I’m sure I’m missing something in Hugin where it should auto-pick control points? I can’t imagine manually putting control points when I have a lot of photos to stack.

What version of hugin are you using?

Hugin 2018.0.0

Could you upload a sample image stack?

Sure. It’ll have to be later once I get home.

Ok, I think this might be my error: I’ve been clicking on STITCH instead of using the executor from the menu to do my stack?

Step 3 in the instructions may be slightly hard to follow. You need to decide what type of Feature Matching you want to do (Align Image Stack in your case):

image

Then press the “Create control points” button to create your points automatically.

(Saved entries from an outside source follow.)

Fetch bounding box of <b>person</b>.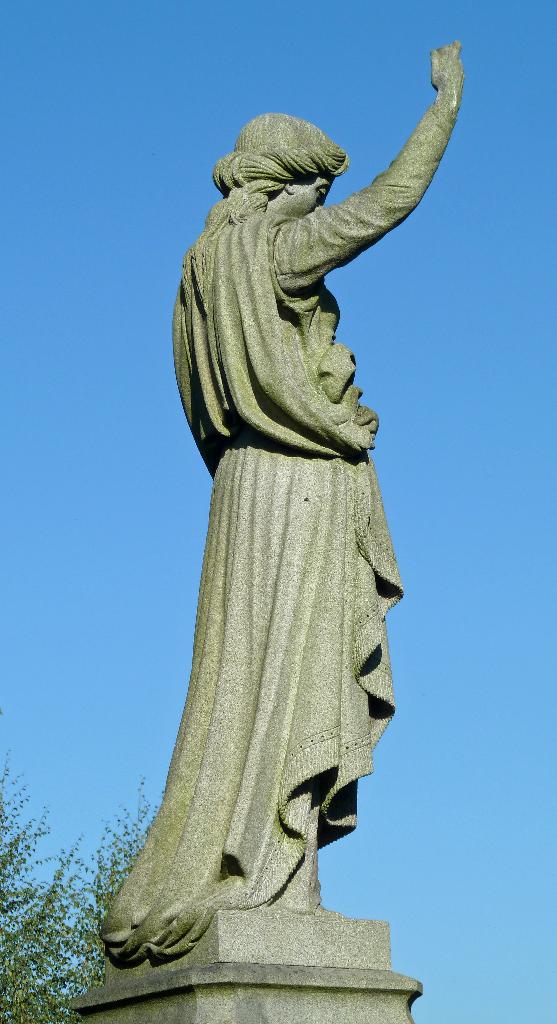
Bbox: left=120, top=66, right=454, bottom=901.
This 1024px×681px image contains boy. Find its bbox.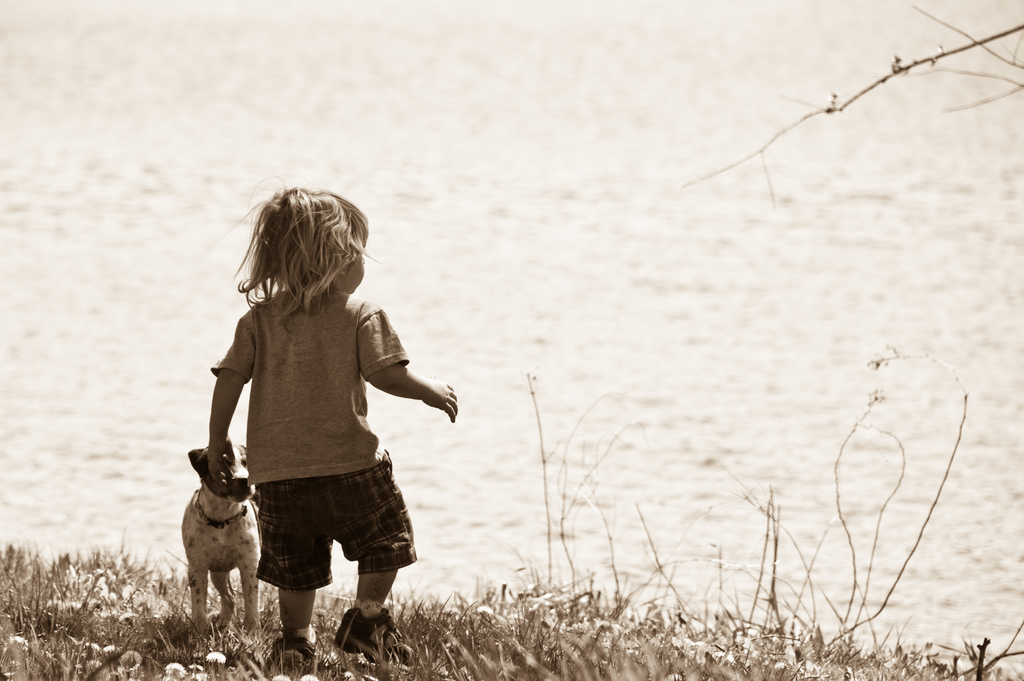
<bbox>209, 182, 458, 678</bbox>.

If you’re going to merge these images yourself for median stacking, then you want the output to be remapped individual files, so on the Stitcher tab choose “No exposure correction, low dynamic range”:
image

Also, for some reason, in 2018 on windows I cannot open the Optimizer tab:

image

Anyone else have this problem?

By “windows”, do you mean that it isn’t faded out in Linux? Unsure whether it is by design or a bug. Tabs appear to activate when settings warrant them. I read that somewhere in the docs. I wish there was some indication within the app for normal users like me.